The World Economic Forum reports that the leading environmental threat to businesses, apart from short-term extreme weather events, is the failure to mitigate and adapt to climate change. Due to these existing and projected impacts from climate change, it is imperative for businesses to prepare for today’s climate reality. When it comes to climate change in Southeast Asia, the region is faced with a twofold challenge: the need to adapt to climate change caused by decades of advanced economies emitting greenhouse gases and to alter development strategies that are progressively contributing to global warming.
The spate of extreme weather over the last year has set new and deadly records across the world including parts of Asia, underscoring just how vulnerable Southeast Asia’s emerging economies are to climate change. Globally, more than 11,500 extreme weather events occurred between 1998 and 2017, which resulted in more than half a million lives lost and economic damage totaling some US$375 billion.
Previously, it would have been a difficult task to confirm a correlation between climate change and extreme weather. In recent times, however, research has identified that several life-threatening weather events can be attributed to climate change directly resulting from human activities, such as CO2 and GHG emissions.
Data analytics can play a pivotal role
To prepare for climate change, businesses in the region need to build resilience, defined as the ability to anticipate, absorb, accommodate and recover from the impacts of climate change. Increasingly, data and analytics are being used to improve the quality of life of citizens around the world. In the last few years, conservationists and others have turned to big data to get the big picture on environmental degradation, gaining the ability to answer and address some of the world’s most pressing issues. Big data, in this case, comes in various forms, from satellite images to global trade databases to social media postings.
Policies and strategies aimed at the climate change phenomenon have been significantly influenced by big data and predictive analytics. Both government and private sector companies have been developing trendsetting tools and technologies that help formulate advanced climate change actions. Needless to say, these are based on big data. The more AI and machine learning technology is utilized, the easier it is to understand the current reality, predict future weather events and create new products and services to minimize human impact to the environment.
Climate researchers and innovators have the ability to test out their theories and solutions on reducing air pollution, for instance, by utilizing AI and machine learning on green initiatives. Innovations such as these can be geared towards developing products and services that are beneficial to businesses and also safe for the environment. With big data, historical information is just as valuable as current information. It allows researchers to map various trends and patterns, which can then be used to better predict the future, and knowing what is to come means more viable solutions for dealing with potential problems.
Benefits of data analytics deployment
Data has the power to change the future and can influence thoughts and actions of individuals, businesses and societies at large. As a case in point, data gathered by NASA and aggregated at Landsat about the changing conditions of the world’s land surfaces offers a very accurate overview of how the world is changing. The Scottish Environment Protection Agency (SEPA), on one hand, has millions of chemistry and ecology samples dating back to the 1960s. The environmental agency needed a way to analyse this data in order to drive evidence-based environmental and business decisions. To bring its disparate data sources together and use data to shape and future-proof environmental needs, SEPA chose TIBCO Spotfire and TIBCO Data Science software to provide powerful visualisations, web-based analytics, and data science capabilities.
Other than the use of data visualization tools, the likes of Avangard Innovative, one of the largest recyclers in North America and Latin America, opted for analytic software to analyse their data and discover insights based on an analytics platform and recommendation engine. The company was able to pull from numerous data sources—everything from its internal ERP system, to information coming from a third-party logistics provider, to smart machines out in the field at the customer site. Then they transform the data, put it into the integration layer and ultimately the presentation layer. They are able to create visualizations and make insights a reality for both their customers and their internal staff.
Data also cultivates analytics for crops, seeds, and digital farming – the way Bayer Crop Sciences, with the help of its customers who are mostly tech-savvy farmers, used TIBCO Spotfire analytics to track crops around the world and react proactively by determining if any equipment is needed, monitoring weather conditions, checking the status of planting, among other factors. Thus, allowing the farmers to place crops in the right place at the right time.
These instances are just a few cases proving that when organisations tap the power of data, they innovate, collaborate and grow. With data analytics, and some resilience, businesses have the ability to maintain stakeholder confidence, build customer loyalty and assure investors that they are preparing for and will be able to recover from climate hazards.
Data is here for both public and private institutions to grow and predict measurable success. For environment’s sake, it is coming to save and rescue. Whether this shows a need to start a discussion, support an argument, or change the lives of thousands of people, data can help take a significant step forward in addressing climate change and helping to save the world.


** WHAT IS NEEDED **
Exact copy, no pictures: output all the records that follow.

** DATA LISTING **
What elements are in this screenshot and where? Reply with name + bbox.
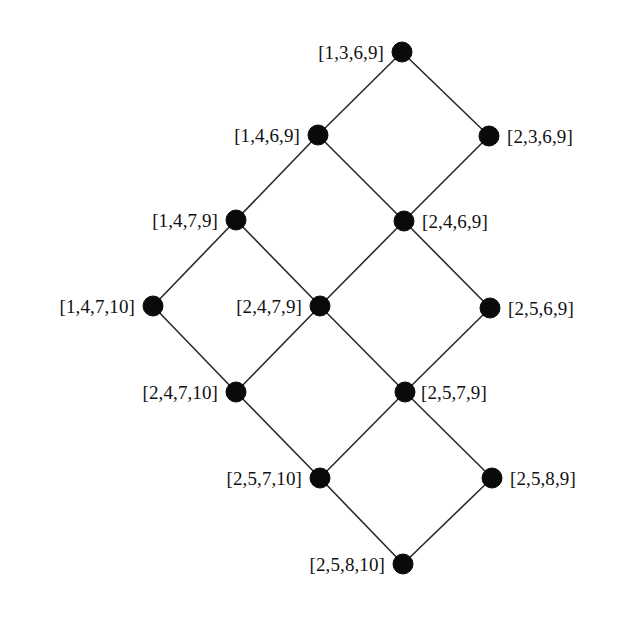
lattice-node[interactable]: [226, 210, 246, 230]
lattice-edge: [404, 136, 489, 221]
lattice-edge: [402, 52, 489, 136]
node-layer: [143, 42, 502, 574]
lattice-node[interactable]: [482, 468, 502, 488]
lattice-node-label: [2,5,8,10]: [310, 555, 385, 574]
lattice-node-label: [2,4,7,10]: [143, 383, 218, 402]
lattice-node[interactable]: [143, 296, 163, 316]
lattice-edge: [403, 478, 492, 564]
lattice-edge: [320, 306, 405, 392]
lattice-edge: [320, 478, 403, 564]
lattice-edge: [153, 220, 236, 306]
lattice-node[interactable]: [394, 211, 414, 231]
lattice-node[interactable]: [480, 298, 500, 318]
lattice-node[interactable]: [310, 468, 330, 488]
lattice-node[interactable]: [226, 382, 246, 402]
lattice-edge: [318, 135, 404, 221]
lattice-node[interactable]: [392, 42, 412, 62]
lattice-node[interactable]: [395, 382, 415, 402]
lattice-edge: [236, 220, 320, 306]
lattice-edge: [320, 392, 405, 478]
lattice-node-label: [2,5,8,9]: [510, 469, 576, 488]
lattice-edge: [153, 306, 236, 392]
lattice-node[interactable]: [308, 125, 328, 145]
lattice-edge: [236, 392, 320, 478]
lattice-node-label: [2,5,7,10]: [227, 469, 302, 488]
lattice-node-label: [1,4,6,9]: [234, 126, 300, 145]
lattice-node-label: [1,3,6,9]: [318, 43, 384, 62]
lattice-node[interactable]: [310, 296, 330, 316]
lattice-node[interactable]: [479, 126, 499, 146]
lattice-edge: [405, 308, 490, 392]
lattice-edge: [318, 52, 402, 135]
lattice-node-label: [1,4,7,10]: [60, 297, 135, 316]
lattice-node-label: [2,3,6,9]: [507, 127, 573, 146]
lattice-edge: [236, 306, 320, 392]
lattice-edge: [404, 221, 490, 308]
lattice-node-label: [2,4,7,9]: [236, 297, 302, 316]
lattice-node-label: [2,5,6,9]: [508, 299, 574, 318]
lattice-node-label: [2,4,6,9]: [422, 212, 488, 231]
lattice-edge: [320, 221, 404, 306]
lattice-node-label: [2,5,7,9]: [421, 383, 487, 402]
lattice-node-label: [1,4,7,9]: [152, 211, 218, 230]
lattice-node[interactable]: [393, 554, 413, 574]
lattice-diagram: [1,3,6,9][1,4,6,9][2,3,6,9][1,4,7,9][2,4…: [0, 0, 632, 618]
lattice-edge: [236, 135, 318, 220]
lattice-edge: [405, 392, 492, 478]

** TASK OUTPUT **
What elements are in this screenshot and where? Reply with name + bbox.
lattice-node[interactable]: [226, 210, 246, 230]
lattice-edge: [404, 136, 489, 221]
lattice-edge: [402, 52, 489, 136]
node-layer: [143, 42, 502, 574]
lattice-node[interactable]: [482, 468, 502, 488]
lattice-node-label: [2,5,8,10]: [310, 555, 385, 574]
lattice-node-label: [2,4,7,10]: [143, 383, 218, 402]
lattice-node[interactable]: [143, 296, 163, 316]
lattice-edge: [403, 478, 492, 564]
lattice-edge: [320, 306, 405, 392]
lattice-edge: [320, 478, 403, 564]
lattice-edge: [153, 220, 236, 306]
lattice-node[interactable]: [394, 211, 414, 231]
lattice-node[interactable]: [480, 298, 500, 318]
lattice-node[interactable]: [310, 468, 330, 488]
lattice-node[interactable]: [226, 382, 246, 402]
lattice-edge: [318, 135, 404, 221]
lattice-node[interactable]: [392, 42, 412, 62]
lattice-node[interactable]: [395, 382, 415, 402]
lattice-edge: [236, 220, 320, 306]
lattice-edge: [320, 392, 405, 478]
lattice-node-label: [2,5,8,9]: [510, 469, 576, 488]
lattice-edge: [153, 306, 236, 392]
lattice-node[interactable]: [308, 125, 328, 145]
lattice-edge: [236, 392, 320, 478]
lattice-node-label: [2,5,7,10]: [227, 469, 302, 488]
lattice-node-label: [1,4,6,9]: [234, 126, 300, 145]
lattice-node-label: [1,3,6,9]: [318, 43, 384, 62]
lattice-node[interactable]: [310, 296, 330, 316]
lattice-node[interactable]: [479, 126, 499, 146]
lattice-edge: [405, 308, 490, 392]
lattice-edge: [318, 52, 402, 135]
lattice-node-label: [1,4,7,10]: [60, 297, 135, 316]
lattice-node-label: [2,3,6,9]: [507, 127, 573, 146]
lattice-edge: [236, 306, 320, 392]
lattice-edge: [404, 221, 490, 308]
lattice-node-label: [2,4,7,9]: [236, 297, 302, 316]
lattice-node-label: [2,5,6,9]: [508, 299, 574, 318]
lattice-node-label: [2,4,6,9]: [422, 212, 488, 231]
lattice-edge: [320, 221, 404, 306]
lattice-node-label: [2,5,7,9]: [421, 383, 487, 402]
lattice-node-label: [1,4,7,9]: [152, 211, 218, 230]
lattice-node[interactable]: [393, 554, 413, 574]
lattice-diagram: [1,3,6,9][1,4,6,9][2,3,6,9][1,4,7,9][2,4…: [0, 0, 632, 618]
lattice-edge: [236, 135, 318, 220]
lattice-edge: [405, 392, 492, 478]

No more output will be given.